Object Relations Theory and Practice PDF Author: David E. Scharff
Publisher: Rowman & Littlefield
ISBN: 1568214197
Category : Attachment behavior
Languages : en
Pages : 584

Book Description
Object relations theory has caused a fundamental reorientation of psychodynamic thought. In Object Relations Theory and Practice, Dr. David E. Scharff acclimates readers to the language and culture of this therapeutic perspective and provides carefully selected excerpts from seminal theorists as well as explanations of their thinking and clinical experience. He offers readers an unparalleled resource for understanding object relations psychotherapy and theory and applying it to the practice of psychotherapy and psychoanalysis. The book's sequence establishes the centrality of relationships in this theory: the internalization of experience with parents, splitting, projective identification, the role of the relationship between mother and young child in development, and transference and countertransference in the therapeutic action of psychoanalysis and psychotherapy. This book will introduce students to the basics, to the widening scope of object relations theory, and to its application to psychoanalysis and individual, group, and family psychotherapy.
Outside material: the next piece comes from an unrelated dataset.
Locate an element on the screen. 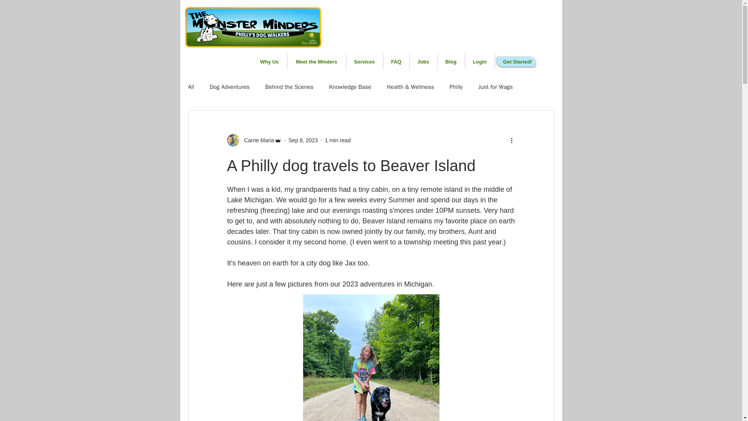 This screenshot has width=748, height=421. FAQ is located at coordinates (396, 62).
Internal World and External Reality

Internal World and External Reality PDF Author: Otto F. Kernberg
Publisher:
ISBN:
Category :
Languages : en
Pages : 359

Book Description


The Inner World Outside

The Inner World Outside PDF Author: Paul Holmes
Publisher: Routledge
ISBN: 1317543084
Category : Psychology
Languages : en
Pages : 242

Book Description
First published in 1993, The Inner World Outside has become a classic in its field. Paul Holmes walks the reader through the ‘inner world’ of object relationships and the corresponding ‘outside world’ shared by others in which real relationships exist. Trained as a psychotherapist in both psychoanalytical and psychodramatic methods, Paul Holmes has written a well informed, clear introduction to Object Relations Theory and its relation to psychodrama. He explores the links between the theories of J.L. Moreno, the founder of psychodrama, and Sigmund Freud, the founder of psychoanalysis, and presents a stimulating synthesis. Each chapter opens with an account of part of a psychodrama session which focus on particular aspects of psychodrama or object relations theory illuminating the concepts or techniques using the clinical material from the group to illustrate basic psychoanalytic concepts in action. Published here with a new introduction from the author that links the book’s content to concepts of attachment theory, the book weaves together the very different concepts in an inspiring and comprehensive way that will ensure the book continues to be used by mental health and arts therapies professional, whether in training or practice.